The Downside of Washington's Leverage Game

By Megan McArdle
Oct 4 2011, 9:30 AM ET Comment

Commenter No_Rush makes an important point about using loan guarantees as a way to make your government spending go further by "leveraging" private sector investment.  Which is that loan guarantees are, in fact, increasing the leverage of your program.  As with all leveraged investments, your upside increases--but so does your potential downside.

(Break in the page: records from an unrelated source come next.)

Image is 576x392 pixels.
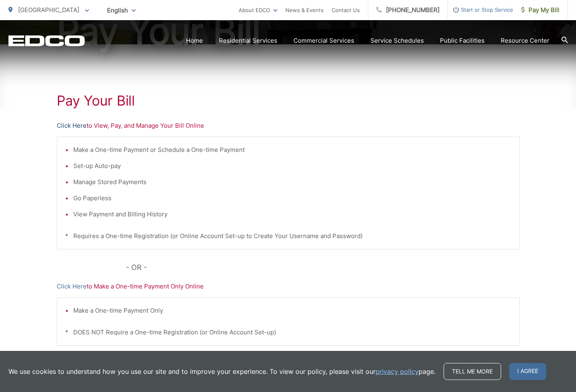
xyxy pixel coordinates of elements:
li: Go Paperless [73,193,511,203]
span: [GEOGRAPHIC_DATA] [18,6,79,14]
a: Residential Services [219,36,277,46]
p: - OR - [126,262,519,273]
span: Pay My Bill [521,5,560,15]
li: View Payment and Billing History [73,210,511,219]
p: to View, Pay, and Manage Your Bill Online [57,120,519,130]
li: Make a One-time Payment or Schedule a One-time Payment [73,145,511,155]
p: to Make a One-time Payment Only Online [57,282,519,291]
a: News & Events [285,5,324,15]
a: Click Here [57,282,87,291]
a: privacy policy [375,366,418,376]
a: Public Facilities [440,36,485,46]
a: Click Here [57,120,87,130]
li: Make a One-time Payment Only [73,305,511,315]
a: EDCD logo. Return to the homepage. [8,35,85,46]
a: Commercial Services [293,36,355,46]
span: English [101,4,141,17]
a: Resource Center [500,36,550,46]
h1: Pay Your Bill [57,93,519,108]
p: * Requires a One-time Registration (or Online Account Set-up to Create Your Username and Password) [66,231,511,241]
li: Set-up Auto-pay [73,161,511,170]
li: Manage Stored Payments [73,177,511,187]
p: We use cookies to understand how you use our site and to improve your experience. To view our pol... [8,366,436,376]
a: Service Schedules [370,36,424,46]
a: About EDCO [239,5,277,15]
a: Contact Us [332,5,360,15]
p: * DOES NOT Require a One-time Registration (or Online Account Set-up) [66,327,511,337]
a: Home [186,36,203,46]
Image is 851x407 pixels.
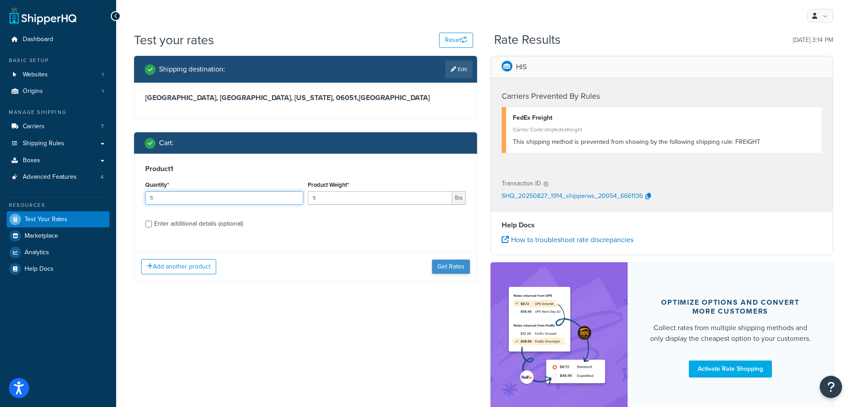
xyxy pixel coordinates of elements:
span: Websites [23,71,48,79]
a: Marketplace [7,228,109,244]
span: Help Docs [25,265,54,273]
div: Collect rates from multiple shipping methods and only display the cheapest option to your customers. [649,322,812,344]
span: Test Your Rates [25,216,67,223]
li: Origins [7,83,109,100]
p: SHQ_20250827_1914_shipperws_20054_6661136 [501,190,643,203]
label: Quantity* [145,181,169,188]
span: 4 [100,173,104,181]
span: Advanced Features [23,173,77,181]
h4: Help Docs [501,220,822,230]
a: Activate Rate Shopping [689,360,772,377]
div: Optimize options and convert more customers [649,298,812,316]
a: Edit [445,60,472,78]
span: 1 [102,71,104,79]
li: Carriers [7,118,109,135]
h2: Cart : [159,139,174,147]
label: Product Weight* [308,181,349,188]
span: Marketplace [25,232,58,240]
div: Carrier Code: shqfedexfreight [513,123,815,136]
p: HIS [516,61,526,73]
h4: Carriers Prevented By Rules [501,90,822,102]
a: Origins1 [7,83,109,100]
div: FedEx Freight [513,112,815,124]
span: lbs [452,191,466,205]
a: Analytics [7,244,109,260]
span: Origins [23,88,43,95]
a: Dashboard [7,31,109,48]
div: Manage Shipping [7,109,109,116]
span: Boxes [23,157,40,164]
input: Enter additional details (optional) [145,221,152,227]
input: 0.00 [308,191,452,205]
span: 1 [102,88,104,95]
a: Carriers7 [7,118,109,135]
button: Open Resource Center [819,376,842,398]
p: [DATE] 3:14 PM [793,34,833,46]
span: Shipping Rules [23,140,64,147]
button: Add another product [141,259,216,274]
h2: Rate Results [494,33,560,47]
div: Basic Setup [7,57,109,64]
button: Reset [439,33,473,48]
span: 7 [101,123,104,130]
span: Carriers [23,123,45,130]
h3: Product 1 [145,164,466,173]
div: Resources [7,201,109,209]
a: Websites1 [7,67,109,83]
div: Enter additional details (optional) [154,217,243,230]
span: This shipping method is prevented from showing by the following shipping rule: FREIGHT [513,137,760,146]
a: Help Docs [7,261,109,277]
input: 0.0 [145,191,303,205]
li: Websites [7,67,109,83]
a: How to troubleshoot rate discrepancies [501,234,633,245]
a: Test Your Rates [7,211,109,227]
a: Shipping Rules [7,135,109,152]
span: Dashboard [23,36,53,43]
span: Analytics [25,249,49,256]
h1: Test your rates [134,31,214,49]
h3: [GEOGRAPHIC_DATA], [GEOGRAPHIC_DATA], [US_STATE], 06051 , [GEOGRAPHIC_DATA] [145,93,466,102]
button: Get Rates [432,259,470,274]
img: feature-image-rateshop-7084cbbcb2e67ef1d54c2e976f0e592697130d5817b016cf7cc7e13314366067.png [504,276,614,400]
a: Boxes [7,152,109,169]
a: Advanced Features4 [7,169,109,185]
h2: Shipping destination : [159,65,225,73]
li: Advanced Features [7,169,109,185]
p: Transaction ID [501,177,541,190]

Suppose that the DOE has $1bn that it's happy to risk in order to subsidize alternative energy. It could simply grant that $1bn in $50m pieces to twenty companies. Using loan guarantees, however, it can leverage that $1bn to much greater effect. Assuming that the DOE thinks that 10% of these businesses will fail, it can guarantee $10bn worth of loans to the same 20 companies, so that each gets $500m. Assuming that it's right about the 9-to-1 repayment to default ratio, it will still be out $1bn once the loans are satisfied (or defaulted upon). (I've used round numbers for simplicity, these aren't even close to real ratios.)

Now, say that one of the companies--we'll call it Hypolyndra--fails and defaults on its loan relatively early. There are two ways of looking at this: first, that only 5% of the DOE's total exposure to the market has defaulted. This is the way that it appears, from your comments above, that you're looking at it: there's only been one default, and everything else is doing "okay for now." The other way of looking at it is that 50% of the expected losses have now occurred, and two more defaults will make the program considerably bigger than anticipated. While six defaults would only represent a total of 15% of the DOE's total market exposure, that wouldn't be a phenomenal success, it would be a program that's 300% of its forecast budget.